Distance Units

Distance units may be Miles, Kilometers, or Chains. (A chain is 100 feet.) This option behaves differently from the others. If you change it, and track locations are represented as scaled values, the displayed location of the profile will not change. The reason is that Rangecam does not assume any particular unit of distance measurement, and relies on you, the user, to tell it how to interpret location values. This ultimately depends on how the data was collected in the field. If the Field System odometer was set to Km. when the data was collected, the Office System Distance Units option must be set accordingly! This is reasonable, as the reference markers in the field are in fact mileposts, or kilometer boards, or engineering stations (every 100 feet.)

If track locations are represented as reference plus distance, the distance units setting does affect the location display. Rangecam converts the fractional distance from the reference point to minor units: miles or chains to feet, kilometers to meters.

The Distance Units option is also different from the others in that the parameter value is stored in the database. Normally, you will set the Distance Units option when you first set up a database, and never touch it again.

The Distance Units option also affects several reports, notably the Inventory Report. If you erroneously tell the system that its distance units are chains when in fact they are miles, rail inventory will be under-reported by 5280 / 100 = 52.8 times! To avoid such problems, make sure that the Field System odometer is set to the correct units before data is collected, and that it is correctly set in the Office System database when data is read in.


GOAL OF THE EXERCISE
Below are records; output all of them exactly.

DATA PROVIDED
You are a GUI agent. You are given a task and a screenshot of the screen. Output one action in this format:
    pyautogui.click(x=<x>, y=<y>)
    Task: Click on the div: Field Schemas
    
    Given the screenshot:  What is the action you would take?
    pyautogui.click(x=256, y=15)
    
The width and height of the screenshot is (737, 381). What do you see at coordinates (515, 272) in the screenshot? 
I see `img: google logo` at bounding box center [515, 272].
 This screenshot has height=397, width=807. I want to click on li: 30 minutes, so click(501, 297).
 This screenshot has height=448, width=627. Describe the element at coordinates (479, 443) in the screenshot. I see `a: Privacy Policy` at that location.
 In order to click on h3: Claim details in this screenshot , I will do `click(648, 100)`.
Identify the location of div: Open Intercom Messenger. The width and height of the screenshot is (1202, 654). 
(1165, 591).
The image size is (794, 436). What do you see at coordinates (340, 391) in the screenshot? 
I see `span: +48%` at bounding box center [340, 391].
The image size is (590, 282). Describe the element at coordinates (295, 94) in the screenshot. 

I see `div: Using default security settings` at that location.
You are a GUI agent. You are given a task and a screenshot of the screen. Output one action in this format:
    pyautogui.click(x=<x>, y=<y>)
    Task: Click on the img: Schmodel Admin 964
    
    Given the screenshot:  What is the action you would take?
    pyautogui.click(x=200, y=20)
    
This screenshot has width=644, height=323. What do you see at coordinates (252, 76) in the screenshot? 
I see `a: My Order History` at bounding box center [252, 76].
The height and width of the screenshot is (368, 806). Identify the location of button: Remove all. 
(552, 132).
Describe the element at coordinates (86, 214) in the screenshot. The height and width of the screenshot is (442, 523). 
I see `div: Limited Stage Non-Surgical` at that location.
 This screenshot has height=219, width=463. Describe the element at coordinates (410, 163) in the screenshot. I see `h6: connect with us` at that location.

WRITTEN RESPONSE
You are a GUI agent. You are given a task and a screenshot of the screen. Output one action in this format:
    pyautogui.click(x=<x>, y=<y>)
    Task: Click on the div: Field Schemas
    
    Given the screenshot:  What is the action you would take?
    pyautogui.click(x=256, y=15)
    
The width and height of the screenshot is (737, 381). What do you see at coordinates (515, 272) in the screenshot? 
I see `img: google logo` at bounding box center [515, 272].
 This screenshot has height=397, width=807. I want to click on li: 30 minutes, so click(501, 297).
 This screenshot has height=448, width=627. Describe the element at coordinates (479, 443) in the screenshot. I see `a: Privacy Policy` at that location.
 In order to click on h3: Claim details in this screenshot , I will do `click(648, 100)`.
Identify the location of div: Open Intercom Messenger. The width and height of the screenshot is (1202, 654). 
(1165, 591).
The image size is (794, 436). What do you see at coordinates (340, 391) in the screenshot? 
I see `span: +48%` at bounding box center [340, 391].
The image size is (590, 282). Describe the element at coordinates (295, 94) in the screenshot. 

I see `div: Using default security settings` at that location.
You are a GUI agent. You are given a task and a screenshot of the screen. Output one action in this format:
    pyautogui.click(x=<x>, y=<y>)
    Task: Click on the img: Schmodel Admin 964
    
    Given the screenshot:  What is the action you would take?
    pyautogui.click(x=200, y=20)
    
This screenshot has width=644, height=323. What do you see at coordinates (252, 76) in the screenshot? 
I see `a: My Order History` at bounding box center [252, 76].
The height and width of the screenshot is (368, 806). Identify the location of button: Remove all. 
(552, 132).
Describe the element at coordinates (86, 214) in the screenshot. The height and width of the screenshot is (442, 523). 
I see `div: Limited Stage Non-Surgical` at that location.
 This screenshot has height=219, width=463. Describe the element at coordinates (410, 163) in the screenshot. I see `h6: connect with us` at that location.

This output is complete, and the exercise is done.